Here are some things NOT to say to a grieving child–of any age:

  • “You need to take care of your [surviving family members] now.” While compassion for one’s family is worthwhile, the job of a child is to be a child, not a head of household. Children (especially older ones) will resent being told what they should do, especially if it is an area they are already considering on their own.
  • “God needed him/her more than you did.” Really?! To grieving children (and to many adults), no one (especially not an all-powerful God) could “need” their loved ones more than they do.
  • “God took him/her to heaven.” To very young children already facing traumatic upheaval, the notion of God (whom they cannot see) randomly “taking” people can be frightening rather than comforting. To older children, whose fledgling faith may be quavering in their bereavement, such statements can prick rebellion rather than consolation. Allow children’s immediate caretakers to address all faith-related aspects of grieving unless they specifically ask for your input.
  • “You’re the man [or lady] of the house now.” This is a cruel burden to place on a child, especially one who is grieving.
  • “At least you had your [parent, sibling, relative, friend] for X [years, months, days]. That’s longer than some …” Instead of acknowledging the significance of the loss, this and every other “at least” statement demeans the reason the child is mourning.
  • “Don’t cry” or “He/she wouldn’t want you to be sad.” Crying is an essential part of grieving, and sadness is a natural response to separation from loved ones. Suppressing such emotional expression can be harmful.

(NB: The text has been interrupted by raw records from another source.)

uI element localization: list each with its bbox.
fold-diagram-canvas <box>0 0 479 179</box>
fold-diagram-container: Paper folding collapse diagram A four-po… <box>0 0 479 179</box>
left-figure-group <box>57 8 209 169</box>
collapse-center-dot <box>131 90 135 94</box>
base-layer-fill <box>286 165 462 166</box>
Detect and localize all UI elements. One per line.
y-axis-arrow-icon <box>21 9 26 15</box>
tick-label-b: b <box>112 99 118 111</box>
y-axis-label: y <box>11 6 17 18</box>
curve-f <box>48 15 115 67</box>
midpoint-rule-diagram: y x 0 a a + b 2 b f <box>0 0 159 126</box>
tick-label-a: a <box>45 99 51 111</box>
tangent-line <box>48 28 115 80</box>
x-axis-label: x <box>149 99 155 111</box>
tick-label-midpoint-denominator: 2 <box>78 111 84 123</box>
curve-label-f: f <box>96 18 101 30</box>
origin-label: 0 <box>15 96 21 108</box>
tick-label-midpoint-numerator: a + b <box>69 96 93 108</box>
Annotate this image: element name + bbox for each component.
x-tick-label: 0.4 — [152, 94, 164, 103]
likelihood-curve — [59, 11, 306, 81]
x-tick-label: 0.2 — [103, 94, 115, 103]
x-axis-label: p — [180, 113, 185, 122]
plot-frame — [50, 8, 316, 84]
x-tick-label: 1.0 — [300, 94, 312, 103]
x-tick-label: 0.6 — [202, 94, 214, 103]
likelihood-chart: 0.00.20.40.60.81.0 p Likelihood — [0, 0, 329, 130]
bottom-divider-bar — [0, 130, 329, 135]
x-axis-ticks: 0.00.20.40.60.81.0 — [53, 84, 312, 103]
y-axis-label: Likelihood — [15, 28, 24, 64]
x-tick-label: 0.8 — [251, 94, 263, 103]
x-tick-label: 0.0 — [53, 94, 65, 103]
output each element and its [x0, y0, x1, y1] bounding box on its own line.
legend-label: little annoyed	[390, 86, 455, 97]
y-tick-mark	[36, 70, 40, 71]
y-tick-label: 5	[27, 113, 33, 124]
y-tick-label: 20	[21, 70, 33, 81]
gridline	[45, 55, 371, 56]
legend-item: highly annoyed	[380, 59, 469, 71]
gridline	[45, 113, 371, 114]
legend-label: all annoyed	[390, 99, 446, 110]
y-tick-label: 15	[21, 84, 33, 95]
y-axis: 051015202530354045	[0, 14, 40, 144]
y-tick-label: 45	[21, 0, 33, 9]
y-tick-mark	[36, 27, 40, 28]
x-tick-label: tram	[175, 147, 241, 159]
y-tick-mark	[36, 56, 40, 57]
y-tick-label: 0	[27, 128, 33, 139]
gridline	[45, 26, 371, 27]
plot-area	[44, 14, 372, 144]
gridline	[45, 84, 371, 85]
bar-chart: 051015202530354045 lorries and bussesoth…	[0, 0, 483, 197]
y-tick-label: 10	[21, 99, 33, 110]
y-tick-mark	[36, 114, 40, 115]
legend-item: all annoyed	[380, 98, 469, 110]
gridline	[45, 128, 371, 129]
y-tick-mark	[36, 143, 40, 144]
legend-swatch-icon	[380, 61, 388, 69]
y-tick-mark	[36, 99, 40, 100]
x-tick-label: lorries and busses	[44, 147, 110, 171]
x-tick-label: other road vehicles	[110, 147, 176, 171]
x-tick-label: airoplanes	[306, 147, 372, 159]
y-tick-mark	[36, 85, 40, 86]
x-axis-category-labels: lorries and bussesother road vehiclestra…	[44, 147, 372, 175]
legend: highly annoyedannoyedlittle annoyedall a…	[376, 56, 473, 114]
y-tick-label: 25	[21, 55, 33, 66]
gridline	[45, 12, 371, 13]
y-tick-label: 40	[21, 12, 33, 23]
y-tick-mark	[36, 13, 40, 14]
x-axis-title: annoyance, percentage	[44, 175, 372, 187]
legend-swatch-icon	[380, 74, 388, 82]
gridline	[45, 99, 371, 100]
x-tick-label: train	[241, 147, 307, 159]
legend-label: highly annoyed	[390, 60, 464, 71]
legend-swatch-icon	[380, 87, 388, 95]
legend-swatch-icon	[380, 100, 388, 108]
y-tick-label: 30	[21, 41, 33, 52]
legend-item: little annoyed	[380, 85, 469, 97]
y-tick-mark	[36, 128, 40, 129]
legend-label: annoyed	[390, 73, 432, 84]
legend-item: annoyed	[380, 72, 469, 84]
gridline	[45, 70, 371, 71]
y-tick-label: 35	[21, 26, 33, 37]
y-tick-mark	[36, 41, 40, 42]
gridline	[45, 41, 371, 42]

Here are  HELPFUL things to say to a bereaved child–of any age:

  • “It’s okay to feel ____.” Fill in the blank with whatever emotions you see the child displaying. Naming the emotions will help the child identify and label otherwise overwhelming feelings. Being angry, sad, confused, frustrated, afraid, and resentful are all normal responses to grief.
  • Children need “permission” to feel happy and optimistic about things, even while grieving. Experiencing and enjoying moments of play are an important part of how kids process difficult feelings.
  • “Would you like to talk about your [sibling, cousin, friend, etc.]?” Children take their behavioral cues from the adults around them. However, family members are likely to handle their collective grief in individual ways.
  • The bereaved — including children — should never be forced to discuss their absent loved ones, but they should be offered opportunities to do so.

Thank you for taking the time to read what is and isn’t helpful to mourning families. While nothing you can do or say will make things “better,” you can make an uplifting difference by showing that you care.